Mafia starts anti-lockdown protest and accelerates violence in Italy

Mafia starts anti-lockdown protest and accelerates violence in Italy

The Italian mafia is doing everything in their power to prevent the pandemic from affecting their profits, and this was demonstrated on Friday.

According to Italian officials, the mafia organized protests in Naples that quickly turned into violence and attacks on police.  Protests have spread in the past five days with bar, restaurant, and club owners showing their concerns that the government’s restrictions will lead to the downfall of their businesses.

The economic chaos has created many opportunities for cosa nostra to infiltrate COVID-19 affected businesses, but government enforced lockdown and curfew restrictions will be putting a squeeze on the Camorra‘s drug revenue.  Giuseppe Antoci, president of the Fondazione Caponnetto, a mafia research center, said that mob families oppose curfews and lockdowns because increased police checks and closures affect their ability to demand extortion payments leading to reduced drug sales revenues.  Due to the closure of nightlife businesses, the Camorra mafia is estimated to lose as much as 60% of drug revenue.

Present at the Naples protest on Friday were four well-known Camorra members who were orchestrating violence.  Demonstrators were seen attacking police vehicles with clubs and throwing rocks at law enforcement.

“The violence was of a level of intensity that is not the behavior of restaurant owners nor business nor workers,” said chief anti-mafia prosecutor Federico Cafiero De Raho. “What happened represents a real, tangible attack on the state.”  The protest was reportedly planned on social media for a week.

The mafia families have been using protests to create the idea that the government isn’t there to support the people, but the mafia is.  Thus, the mafia expands their allies.

Senator Nicola Morra, the head of the anti-mafia commission in parliament said, “Where there is social deprivation supporting discontent is a way of building a myth, the myth of the good Camorra mafioso that protects and cares for you. In the south you still hear it said, unfortunately, that … the mafia is a good thing”.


▶ _WHAT YOU ARE ASKED TO DO_
For this exercise, the lines from the one with "Find the location of a particular element. This" through the end of the material below must be output exactly, without pictures.

━━━ DATA TO USE

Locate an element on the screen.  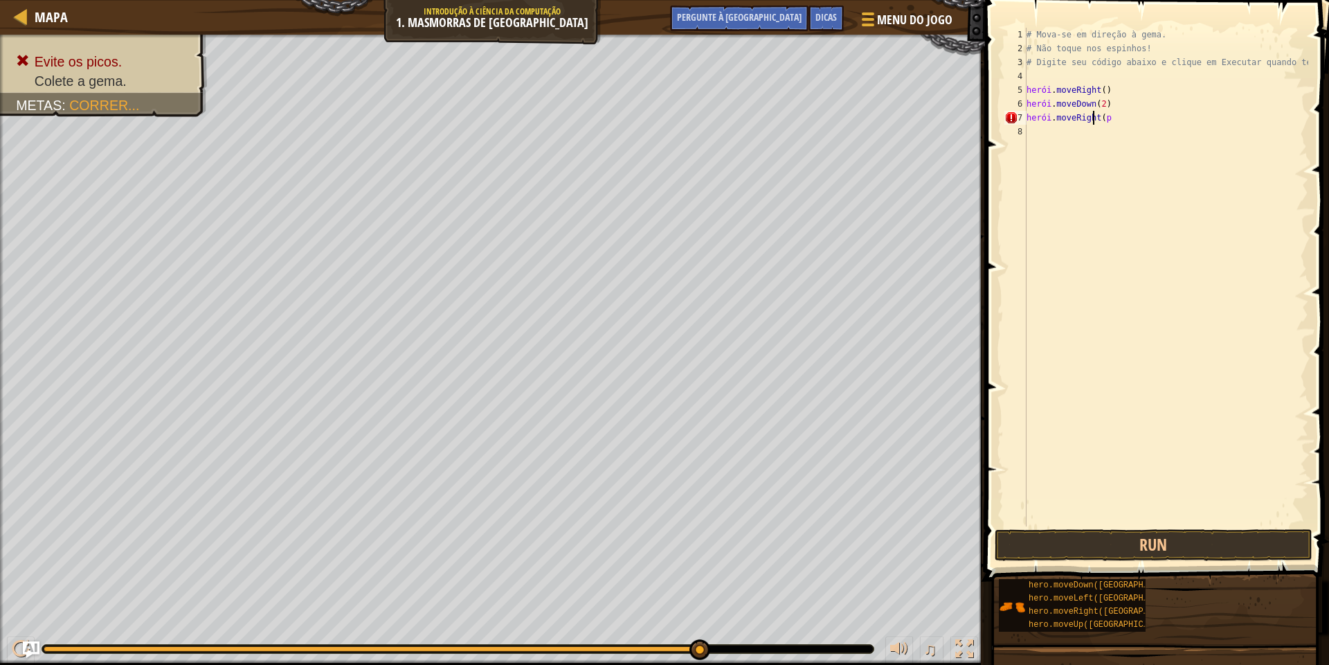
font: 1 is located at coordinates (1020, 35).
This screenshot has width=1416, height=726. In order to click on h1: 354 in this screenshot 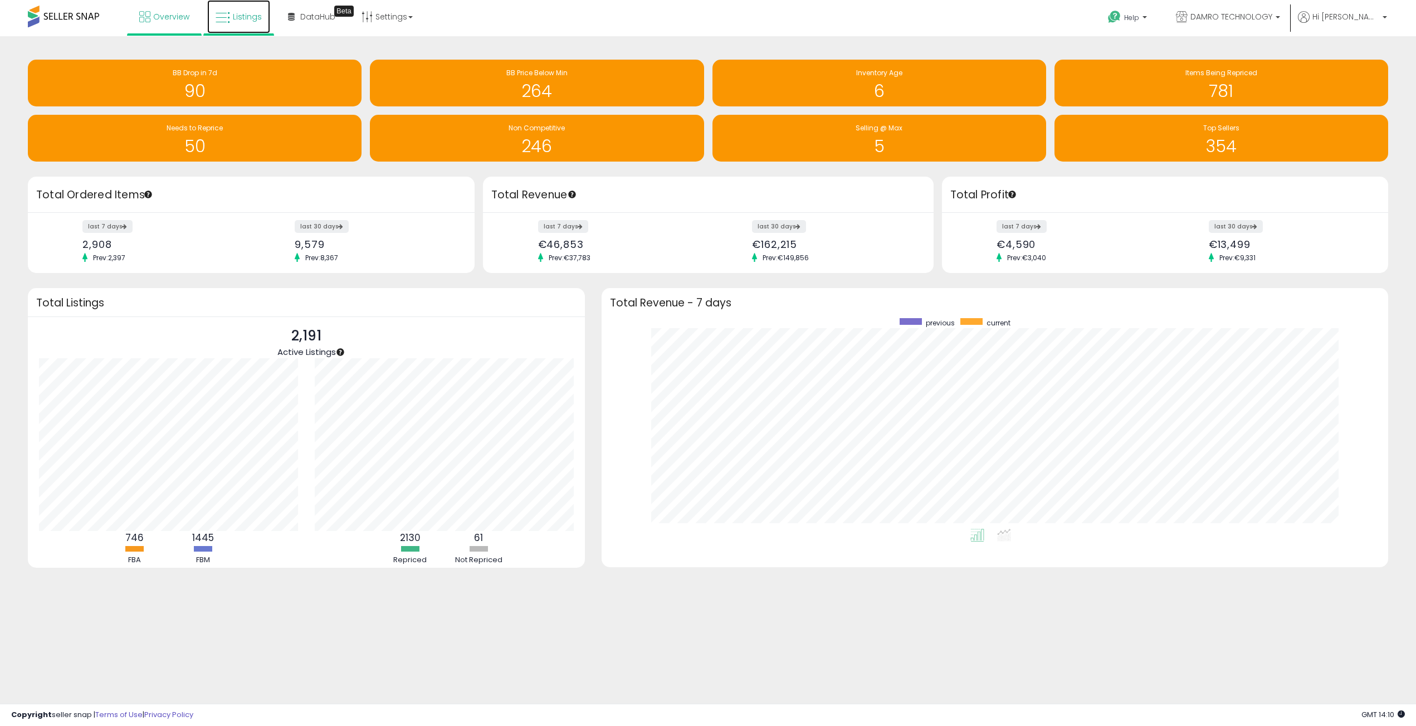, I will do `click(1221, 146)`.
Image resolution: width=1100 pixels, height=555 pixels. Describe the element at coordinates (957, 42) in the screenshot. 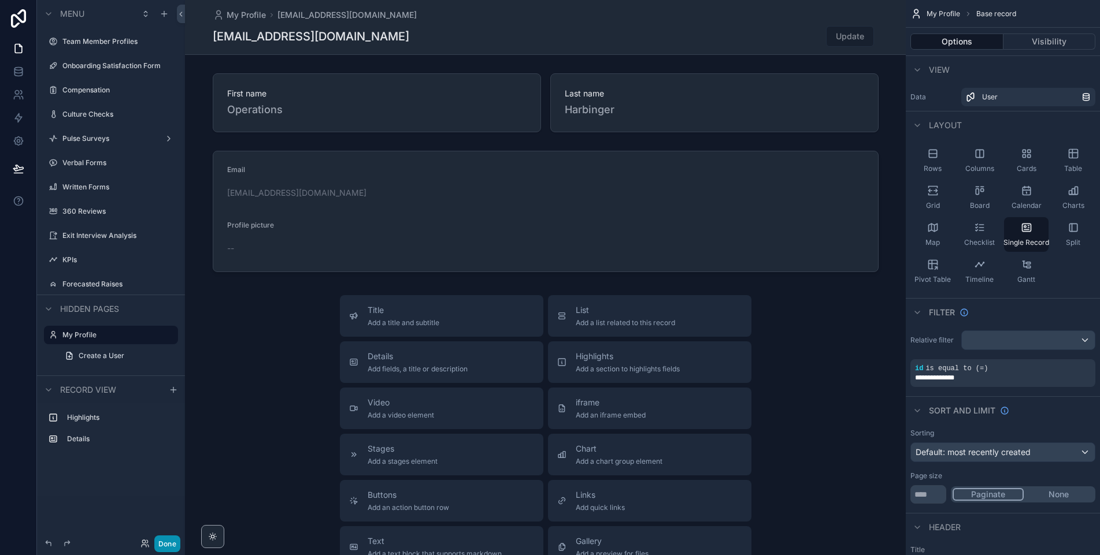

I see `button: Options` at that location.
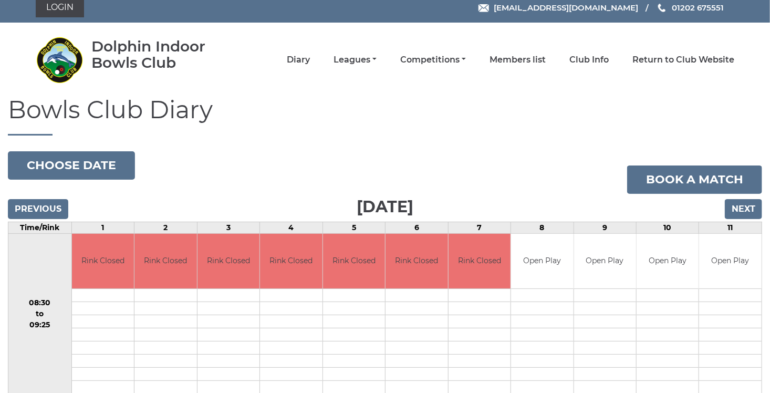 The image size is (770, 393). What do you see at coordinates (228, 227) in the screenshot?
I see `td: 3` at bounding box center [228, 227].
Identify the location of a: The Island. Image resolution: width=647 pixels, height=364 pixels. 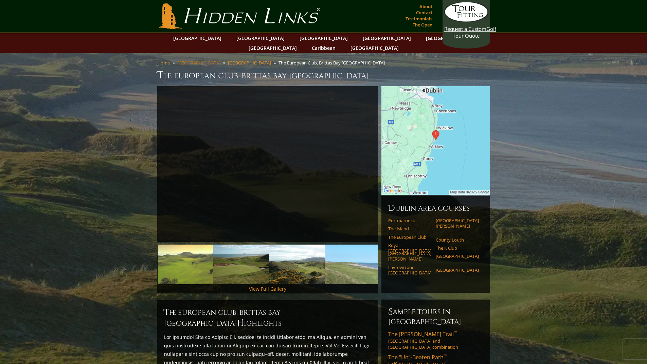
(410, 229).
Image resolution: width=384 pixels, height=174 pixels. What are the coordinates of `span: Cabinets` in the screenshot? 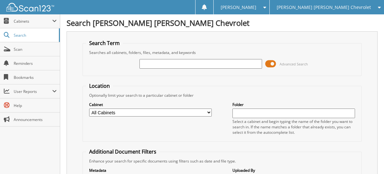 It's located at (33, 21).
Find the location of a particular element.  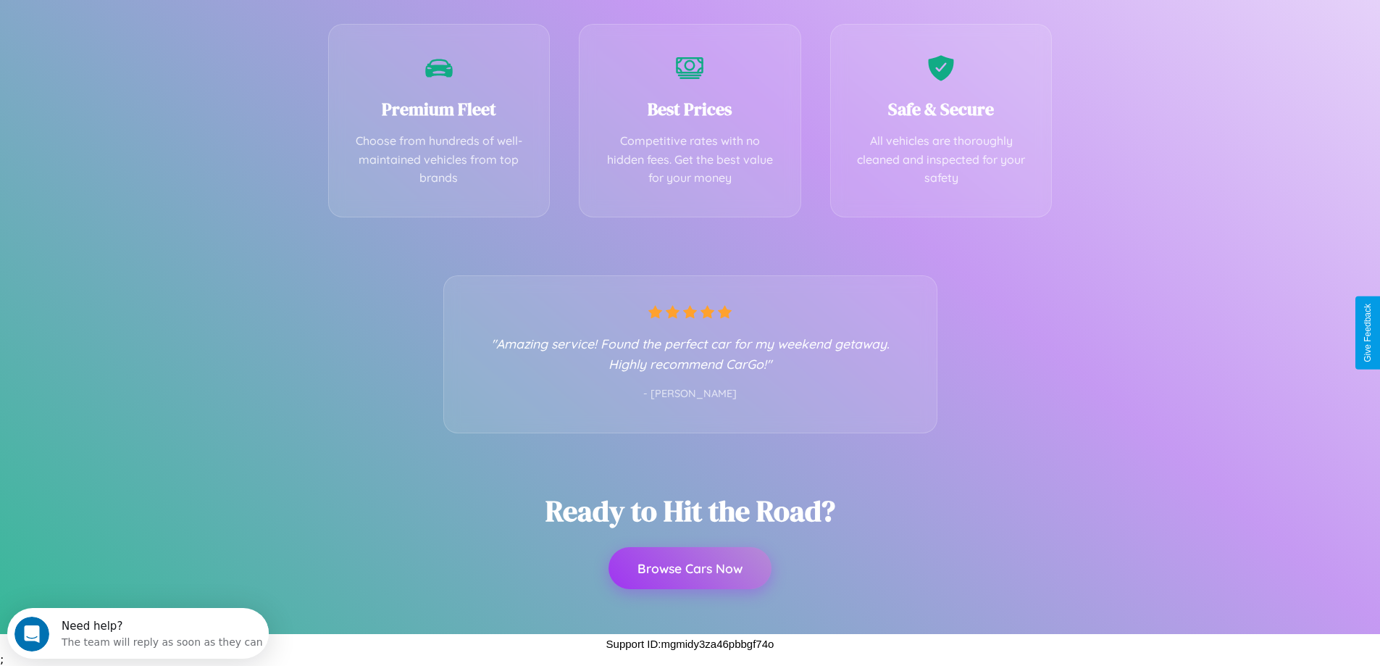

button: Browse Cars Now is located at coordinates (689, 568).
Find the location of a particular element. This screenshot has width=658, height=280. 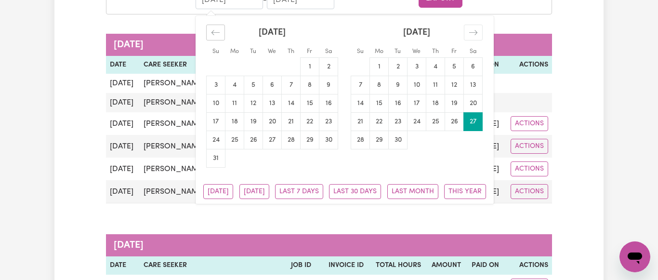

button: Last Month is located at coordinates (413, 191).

━━━━━━

▶ _ANSWER BELOW_
Find the location of a particular element. This screenshot has width=658, height=280. 

button: Last Month is located at coordinates (413, 191).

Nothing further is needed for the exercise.